On 11/28/15 2:30 PM, Kartikaya Gupta wrote:
So it seems to me that people are actually in general agreement about
what the validator can and cannot do, but have different evaluations
of the cost-benefit tradeoff.

On the one hand we have the camp (let's say camp A) that believes the
validator provides negligible actual benefit, because it is trival to
bypass, but at the same time provides a huge cost to add-on
developers. And on the other hand we have the camp ("camp B") that
believes the validator provides some non-negligible benefit, even
though it may significantly increase the cost to add-on developers.

 From what I have been told from multiple people, Mozilla does have
actual data on the type and number of malicious add-ons in the wild,
and it cannot be published. I don't really like this since it goes
against openness and whatnot, but I can accept that there are
legitimate reasons for not publishing this data. So the question is -
do the people in camp A or the people in camp B have access to this
data? I would argue that whoever has access to the data is in a better
position to make the right call with respect to the cost-benefit
tradeoff, and everybody else should defer to them. If people in both
camps have access to the data, then clearly they have different
interpretations of the data and they should discuss it further.
Presumably they know who they are.

Unfortunately I think there is still some confusion about the implications of my PoC [1].

But putting that aside, I don't see how historical data is valid, given how trivial the bypass is. Since this sort of obfuscation hasn't been necessary, there's been no reason for it to be done. But that doesn't make it any less trivial, or require malware authors to be any less "lazy" to get their code signed.

Certainly arguments that have been made against whitelisting over the last few months don't hold up to scrutiny in light of the PoC, unless you're willing to argue that someone who compromised Zotero's servers, got into our VCS, got code past our review process, purchased Zotero from a large research university to turn it into malware, etc., would also be unable to dynamically generate a property name.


The task —
State the number of lines that hold "Would" in the records below, with no other words.

★ ★ ★ ★

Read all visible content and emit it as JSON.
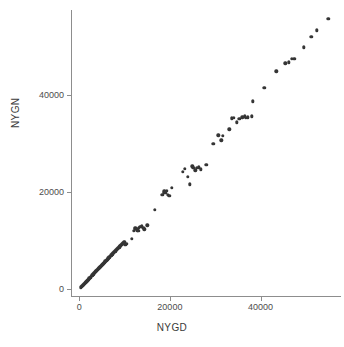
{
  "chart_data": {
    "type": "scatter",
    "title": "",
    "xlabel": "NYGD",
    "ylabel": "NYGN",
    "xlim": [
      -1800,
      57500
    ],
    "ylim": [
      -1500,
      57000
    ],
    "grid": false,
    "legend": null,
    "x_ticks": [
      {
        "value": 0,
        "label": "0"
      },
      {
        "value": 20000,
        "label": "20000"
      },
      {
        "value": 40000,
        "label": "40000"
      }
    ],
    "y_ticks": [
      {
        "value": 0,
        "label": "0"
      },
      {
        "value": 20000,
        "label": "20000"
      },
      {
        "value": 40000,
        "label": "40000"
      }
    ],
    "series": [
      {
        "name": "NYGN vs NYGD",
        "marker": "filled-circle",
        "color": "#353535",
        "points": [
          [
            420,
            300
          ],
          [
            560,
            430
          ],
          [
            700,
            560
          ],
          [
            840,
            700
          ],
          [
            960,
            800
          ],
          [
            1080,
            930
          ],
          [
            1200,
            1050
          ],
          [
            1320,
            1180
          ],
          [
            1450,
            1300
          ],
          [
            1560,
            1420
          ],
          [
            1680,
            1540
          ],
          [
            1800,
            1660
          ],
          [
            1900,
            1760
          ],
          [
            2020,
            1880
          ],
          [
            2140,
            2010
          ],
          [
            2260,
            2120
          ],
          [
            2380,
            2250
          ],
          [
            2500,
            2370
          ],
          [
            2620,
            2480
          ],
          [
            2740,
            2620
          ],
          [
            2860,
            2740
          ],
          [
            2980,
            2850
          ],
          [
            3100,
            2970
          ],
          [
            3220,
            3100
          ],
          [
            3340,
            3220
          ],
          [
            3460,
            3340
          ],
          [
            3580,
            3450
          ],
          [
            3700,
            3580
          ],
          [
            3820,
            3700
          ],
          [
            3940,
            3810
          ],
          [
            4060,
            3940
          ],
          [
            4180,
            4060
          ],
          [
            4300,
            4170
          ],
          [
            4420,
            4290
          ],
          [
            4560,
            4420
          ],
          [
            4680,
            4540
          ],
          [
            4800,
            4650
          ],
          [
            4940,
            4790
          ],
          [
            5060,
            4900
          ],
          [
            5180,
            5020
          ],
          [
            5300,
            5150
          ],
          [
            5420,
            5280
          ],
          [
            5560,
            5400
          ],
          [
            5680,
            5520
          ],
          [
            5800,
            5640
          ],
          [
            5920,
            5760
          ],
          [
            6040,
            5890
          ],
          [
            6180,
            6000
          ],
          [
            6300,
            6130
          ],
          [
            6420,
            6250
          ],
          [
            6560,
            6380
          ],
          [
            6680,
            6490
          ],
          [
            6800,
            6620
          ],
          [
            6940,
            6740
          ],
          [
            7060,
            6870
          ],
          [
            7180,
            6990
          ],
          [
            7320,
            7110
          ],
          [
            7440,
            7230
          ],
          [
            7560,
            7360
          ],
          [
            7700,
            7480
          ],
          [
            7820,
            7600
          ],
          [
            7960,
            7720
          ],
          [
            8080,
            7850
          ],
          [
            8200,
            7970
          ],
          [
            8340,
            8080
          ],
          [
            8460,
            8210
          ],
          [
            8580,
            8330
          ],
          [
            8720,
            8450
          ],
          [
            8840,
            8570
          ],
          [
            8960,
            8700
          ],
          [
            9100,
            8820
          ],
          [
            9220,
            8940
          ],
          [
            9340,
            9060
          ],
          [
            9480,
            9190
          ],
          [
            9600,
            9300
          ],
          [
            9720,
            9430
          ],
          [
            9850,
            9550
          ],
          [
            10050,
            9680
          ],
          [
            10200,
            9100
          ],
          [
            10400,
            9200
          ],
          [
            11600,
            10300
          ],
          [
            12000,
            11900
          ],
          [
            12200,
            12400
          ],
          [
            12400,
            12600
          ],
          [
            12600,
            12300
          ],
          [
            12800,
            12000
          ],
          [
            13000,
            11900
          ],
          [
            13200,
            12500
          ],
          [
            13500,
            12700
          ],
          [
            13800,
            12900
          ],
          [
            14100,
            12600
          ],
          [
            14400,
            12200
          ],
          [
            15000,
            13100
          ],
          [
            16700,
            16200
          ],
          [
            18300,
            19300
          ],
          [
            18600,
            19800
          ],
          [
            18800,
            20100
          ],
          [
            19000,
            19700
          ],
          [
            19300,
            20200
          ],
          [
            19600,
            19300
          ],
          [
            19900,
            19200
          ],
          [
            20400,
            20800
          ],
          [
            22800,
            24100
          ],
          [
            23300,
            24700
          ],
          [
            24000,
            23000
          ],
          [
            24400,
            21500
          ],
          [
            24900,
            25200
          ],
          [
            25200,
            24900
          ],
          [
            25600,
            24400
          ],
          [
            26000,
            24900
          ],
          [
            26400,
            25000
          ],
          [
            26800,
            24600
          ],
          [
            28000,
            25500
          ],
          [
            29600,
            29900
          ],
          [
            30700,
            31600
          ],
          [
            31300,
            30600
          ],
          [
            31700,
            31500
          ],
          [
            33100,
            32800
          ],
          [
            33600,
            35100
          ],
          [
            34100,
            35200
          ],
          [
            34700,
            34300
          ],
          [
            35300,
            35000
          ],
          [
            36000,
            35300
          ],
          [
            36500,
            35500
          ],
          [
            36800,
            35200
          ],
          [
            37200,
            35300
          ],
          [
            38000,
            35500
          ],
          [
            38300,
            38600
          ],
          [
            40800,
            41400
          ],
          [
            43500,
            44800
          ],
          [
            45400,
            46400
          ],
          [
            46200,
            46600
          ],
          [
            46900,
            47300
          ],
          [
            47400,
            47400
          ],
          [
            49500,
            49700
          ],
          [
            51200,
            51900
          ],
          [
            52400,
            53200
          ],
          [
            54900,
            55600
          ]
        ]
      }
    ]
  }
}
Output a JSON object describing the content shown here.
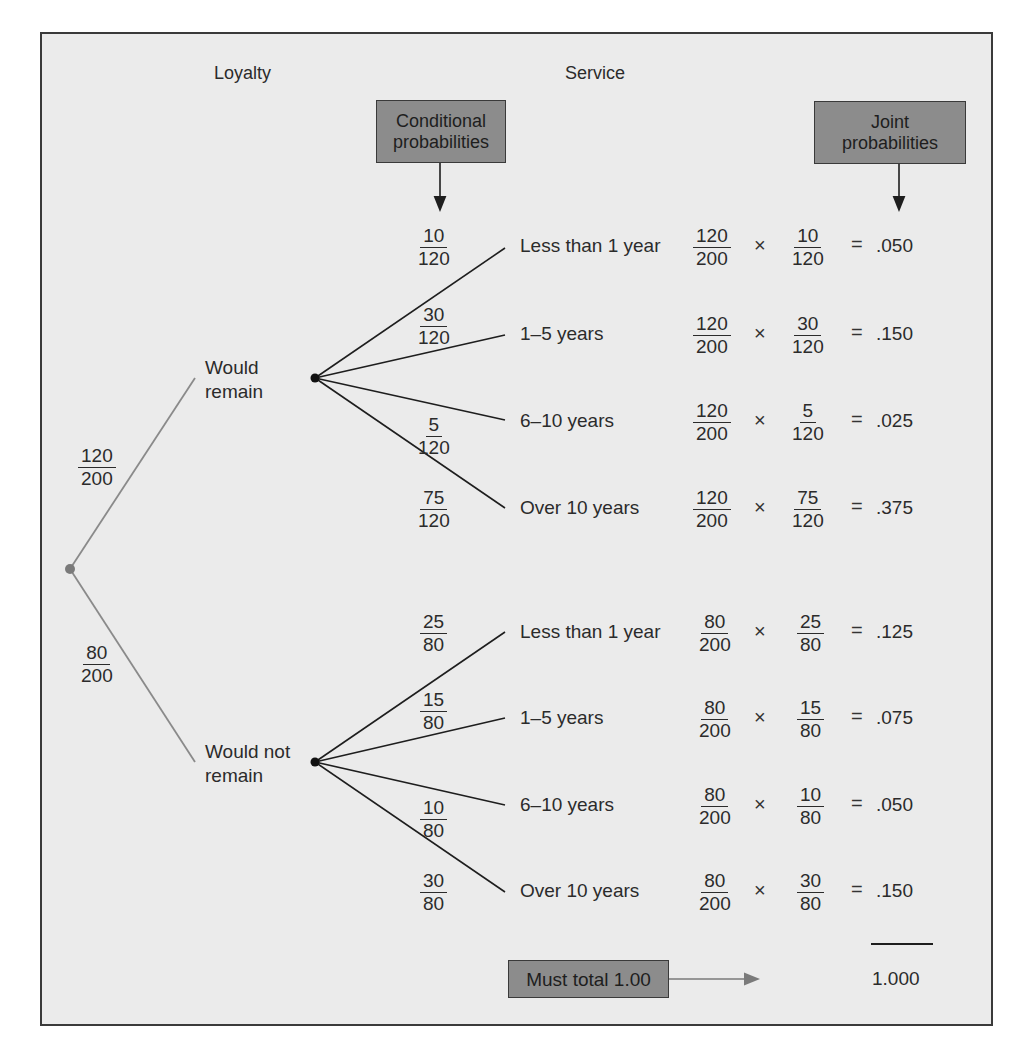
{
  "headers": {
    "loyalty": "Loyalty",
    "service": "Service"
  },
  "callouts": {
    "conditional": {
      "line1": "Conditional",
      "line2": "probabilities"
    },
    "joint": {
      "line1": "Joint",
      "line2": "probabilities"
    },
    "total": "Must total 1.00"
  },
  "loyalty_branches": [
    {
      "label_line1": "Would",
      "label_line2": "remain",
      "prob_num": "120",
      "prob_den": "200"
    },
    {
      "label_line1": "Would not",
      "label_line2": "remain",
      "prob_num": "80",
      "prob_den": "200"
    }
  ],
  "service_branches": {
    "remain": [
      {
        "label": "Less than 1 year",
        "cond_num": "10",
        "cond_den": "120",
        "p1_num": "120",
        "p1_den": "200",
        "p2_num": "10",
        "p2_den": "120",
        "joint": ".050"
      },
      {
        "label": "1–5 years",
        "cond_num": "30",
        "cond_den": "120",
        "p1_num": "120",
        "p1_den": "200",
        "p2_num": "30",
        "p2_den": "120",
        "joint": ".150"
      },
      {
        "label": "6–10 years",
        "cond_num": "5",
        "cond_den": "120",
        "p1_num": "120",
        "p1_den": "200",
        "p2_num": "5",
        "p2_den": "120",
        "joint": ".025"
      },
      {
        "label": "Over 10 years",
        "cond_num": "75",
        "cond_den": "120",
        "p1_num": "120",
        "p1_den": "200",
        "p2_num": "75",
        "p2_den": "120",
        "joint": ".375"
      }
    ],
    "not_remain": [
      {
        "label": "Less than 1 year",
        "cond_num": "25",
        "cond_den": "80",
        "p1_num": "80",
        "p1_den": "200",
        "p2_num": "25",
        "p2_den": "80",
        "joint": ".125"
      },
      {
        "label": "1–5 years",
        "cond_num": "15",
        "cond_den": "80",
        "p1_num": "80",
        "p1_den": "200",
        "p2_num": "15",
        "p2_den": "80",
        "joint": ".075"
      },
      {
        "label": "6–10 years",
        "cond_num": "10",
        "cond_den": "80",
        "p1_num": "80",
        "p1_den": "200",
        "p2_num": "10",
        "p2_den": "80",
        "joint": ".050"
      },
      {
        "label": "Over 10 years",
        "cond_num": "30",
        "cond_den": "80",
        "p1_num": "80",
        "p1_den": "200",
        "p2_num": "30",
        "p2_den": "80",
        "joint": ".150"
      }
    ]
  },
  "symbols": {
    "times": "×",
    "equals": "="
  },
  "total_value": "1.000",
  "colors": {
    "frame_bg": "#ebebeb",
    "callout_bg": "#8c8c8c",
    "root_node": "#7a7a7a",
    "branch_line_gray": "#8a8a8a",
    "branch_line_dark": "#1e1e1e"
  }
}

★ ★ ★ ★

Your solution —
2